When Toni Spott saw a Little Free Library a few years ago, she immediately wanted one for her Bay View yard.
"I grew up in a library, reading voraciously," says Spott, who was born and raised in Sacramento, Calif. "Everything I have learned in life, I learned through reading."
Spott was attracted to the concept because little free libraries allow people to peruse books, which seems to happen less and less.
"A lot of people are too busy to go to libraries or they just go online now," says Spott. "So I particularly love the idea that people can stumble upon a little library when they are walking around their neighborhood."
Determined to get a Little Free Library in her front yard, Spott found design plans online and her husband of 25 years, Michael, planted a cedar post in the front yard. The post stood there, library-free, for about a year while Spott sporadically worked on the structure.
Last fall, she finally finished it.
"When I started the project, there were not any little libraries in my neighborhood, but now there are four or five," says Spott. "But it’s all good. In my opinion, you really can’t have too many."
Spott's Little Free Library, however, has a stand-out feature that makes it very different from all of the others. It has a green roof.
The green roof was installed last week by John Lottes, the chief marketing officer for Hanging Gardens, a small company in Walker’s Point offering stormwater and green roofing services.

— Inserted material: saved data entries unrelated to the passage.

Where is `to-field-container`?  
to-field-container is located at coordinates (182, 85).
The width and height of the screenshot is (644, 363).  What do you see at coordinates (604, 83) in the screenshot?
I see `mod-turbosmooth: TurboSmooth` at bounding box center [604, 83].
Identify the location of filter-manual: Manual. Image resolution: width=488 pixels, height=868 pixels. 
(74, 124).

"At three square feet, Spott's library may have the smallest green roof in the world," says Lottes.
Just like the larger versions, the library’s roof is slanted and topped with sedum tiles. There is also a side drainage system on the roof so it doesn’t fill up with rainwater.

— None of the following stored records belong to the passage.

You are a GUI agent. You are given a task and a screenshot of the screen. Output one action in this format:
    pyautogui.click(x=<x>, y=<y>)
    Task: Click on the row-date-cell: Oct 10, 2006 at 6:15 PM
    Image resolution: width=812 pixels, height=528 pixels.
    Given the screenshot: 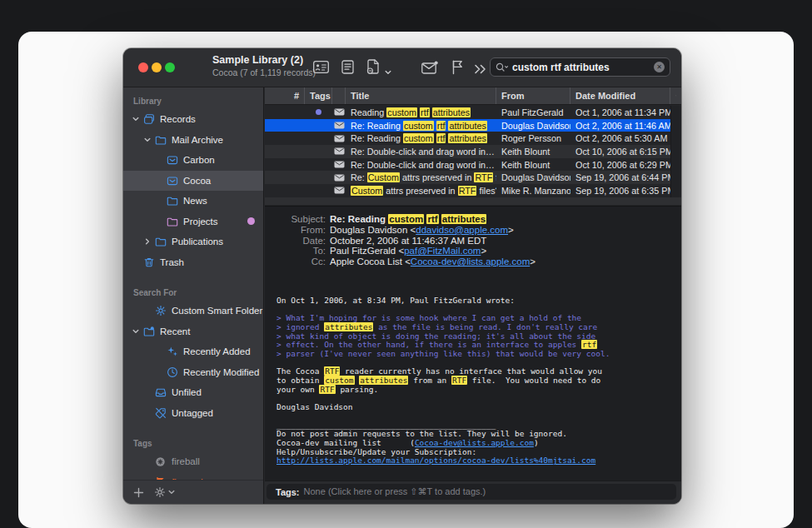 What is the action you would take?
    pyautogui.click(x=620, y=152)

Sustainability and "being green" is extremely important to Spott. As a realtor with Keller Williams, she has a green designation and she also lives her life in accordance with sustainability as much as she can.

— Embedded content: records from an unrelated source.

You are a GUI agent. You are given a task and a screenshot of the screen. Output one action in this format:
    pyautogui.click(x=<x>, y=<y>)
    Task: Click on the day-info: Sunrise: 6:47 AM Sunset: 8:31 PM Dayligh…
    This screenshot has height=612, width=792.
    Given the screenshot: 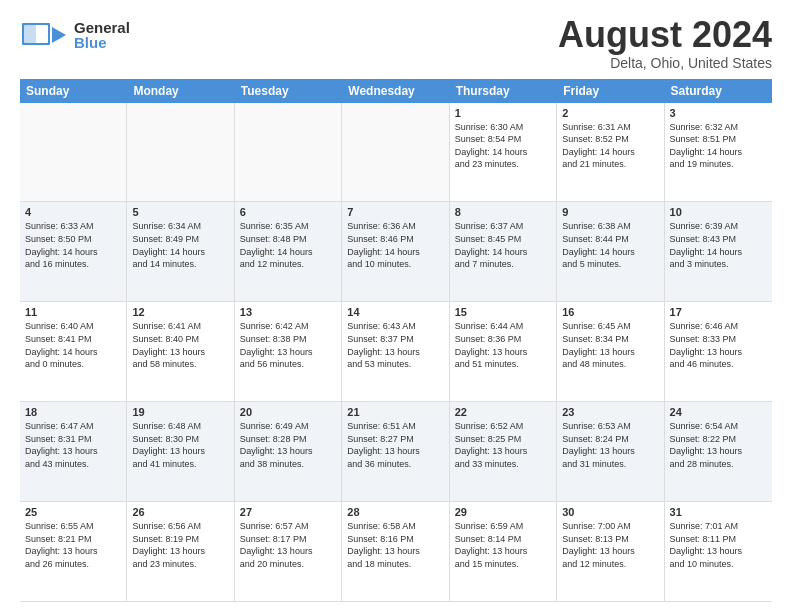 What is the action you would take?
    pyautogui.click(x=73, y=445)
    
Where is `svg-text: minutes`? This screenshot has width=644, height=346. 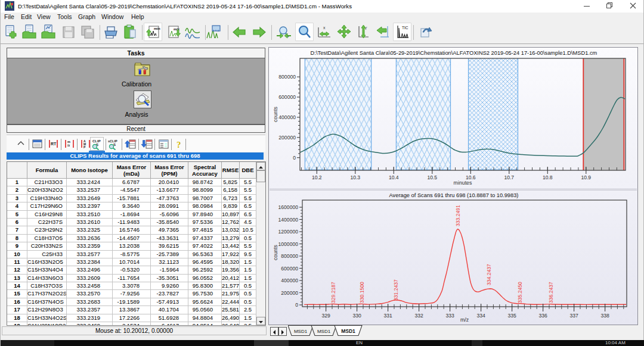
svg-text: minutes is located at coordinates (463, 183).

Michael attests to his wife’s ongoing commitment to recycling and reusing.
"Toni has always been a big believer in recycling written content. She feels this stuff is worth so much that it should be in other people’s hands," he says. "She used to make me go to the laundromat with magazines so other people would read them."
As a native of California, it’s no surprise that Spott decorated her LFL as a "beach library." She has collected beach glass for years and used it to make fish and water patterns on the outside walls. She also painted "one drip makes waves, save water" on the back of the structure.
Spott stocks a wide range of books in her Little Free Library. Most of her books come from Goodwill, rummage sales or boxes in her basement. She says she always tries to have at least a few kids’ books available and would like to stock more Spanish language books in the future.
She also noticed that books on the subject of sex seem to fly out the little door.
"I recently put a book on orgasms in there and it was gone less than a day later. Then I put another sex book in there and boom, gone. I’m getting ready to put another one in there soon," she says. "It’s great. I’m glad people are finding these books so interesting."
While out and about for work, Spott says she enjoys spotting Little Free Libraries throughout the city and often pulls over to check them out.
"I always have books in my trunk, just in case I want to take a book," she says. "And leave a book."
Molly Snyder started writing and publishing her work at the age 10, when her community newspaper printed her poem, "The Unicorn.” Since then, she's expanded beyond the subject of mythical creatures and written in many different mediums but, nearest and dearest to her heart, thousands of articles for OnMilwaukee.
Molly is a regular contributor to FOX6 News and numerous radio stations as well as the co-host of "Dandelions: A Podcast For Women.” She's received five Milwaukee Press Club Awards, served as the Pfister Narrator and is the Wisconsin State Fair’s Celebrity Cream Puff Eating Champion of 2019.